The modern attack landscape is thus characterized by ‘Man-at-the-End
White-Box’ attacks. Traditional perimeter defenses are
useless against such attacks. Security solutions addressing ‘Man-in-the-Middle’ attacks have very limited
relevance to these types of assaults. While protecting against White-Box
attacks is far more challenging than addressing Black-Box or Grey-Box attacks,
meeting this challenge is essential to the future of our industry.

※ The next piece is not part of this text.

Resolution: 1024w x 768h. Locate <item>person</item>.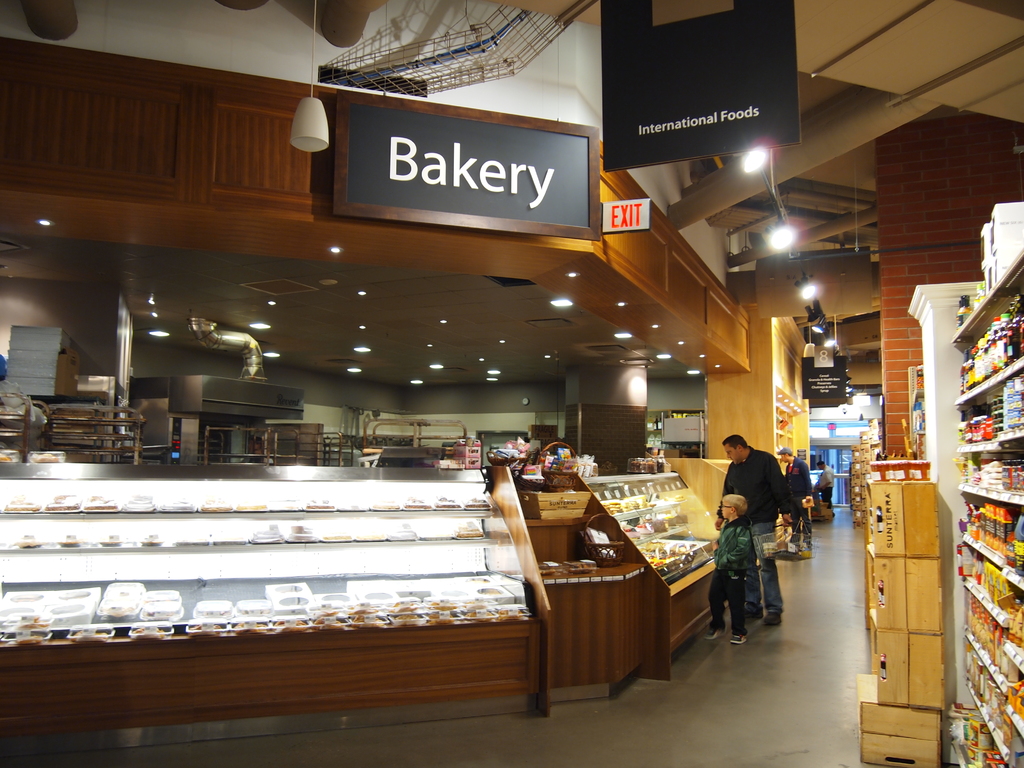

We must not only prevent and disable direct and automated
White-Box attacks, but diagnose and mitigate them to shut down wide-spread,
pandemic attacks, so that protected application systems can remain trustworthy
even when deployed in highly-exposed consumer environments. We must build
device-control software which can rapidly recover and renew its protections
when attacks are detected, so that the system as a whole remains highly
available and obstinately robust in the presence of the inevitable attacks -
which accompany distribution of valuable content. Thus the role of software
protection is to create applications which are stubbornly reliable in an
increasingly hostile environment.
Many real life and modern server-client application systems -
wireless systems, DRM systems, on-line banking systems, on-line shopping
systems, and conditional access systems for cable or satellite - are
highly attractive subjects for White-Box attackers since the client sides of
such systems are typically homogeneous and distributed over a very large
customer base: i.e., these systems make the attack surface extremely
large. As the value of services deployed on such systems grows, so does their
attraction as targets for hackers. Thus security against White-Box Man-at-the-End
attacks is becoming absolutely essential to the successful deployment of such
systems.
Program Schedule:
- 1:00pm, Opening speech by workshop
host
- 1:15pm, Keynote speech, by Andrew
Wajs (CTO of Irdeto /Cloakware)
- 2:00pm, The Local, Remote, and
Insider Man-At-The-End - Attacks and Defenses,
By Christian Collberg (Professor of
- 3:00pm, break
- 3:15pm, Software Security Lifecycle
and Software Protection,
By Yuan Xiang Gu (Co-founder and Chief Architect of Cloakware)
- 4:30pm, Panel: Software
Security Trends
By Chuan-Kun Wu, Andrew Wajs, Christian Collberg and Yuan Xiang Gu
- 5:30pm, End of the program
This workshop is organized jointly by Cloakware, SKLOIS, and
Cloakware, an Irdeto company and part of the Naspers group,
provides innovative, secure, proven software technology solutions that enable
customers to protect business and digital assets in enterprise, consumer and
government markets. Cloakware’s two main product lines include: Cloakware
Enterprise Solutions which help organizations meet governance, risk management
and compliance (GRC) objectives for privileged password management while
ensuring business continuity and the security of mission-critical data and IT
infrastructure. Cloakware Consumer Product Solutions protect software and
content on PCs, set-top boxes, mobile phones and media players. Protecting more
than one billion deployed applications, Cloakware is the security cornerstone
of many of the world's largest, most recognizable and technologically advanced
companies. Headquartered in
State Key
Laboratory of Information Security (SKLOIS), managed by the
The
This
workshop is geared towards graduate students, researchers and security professionals
in the field of software security and protection. This workshop is free.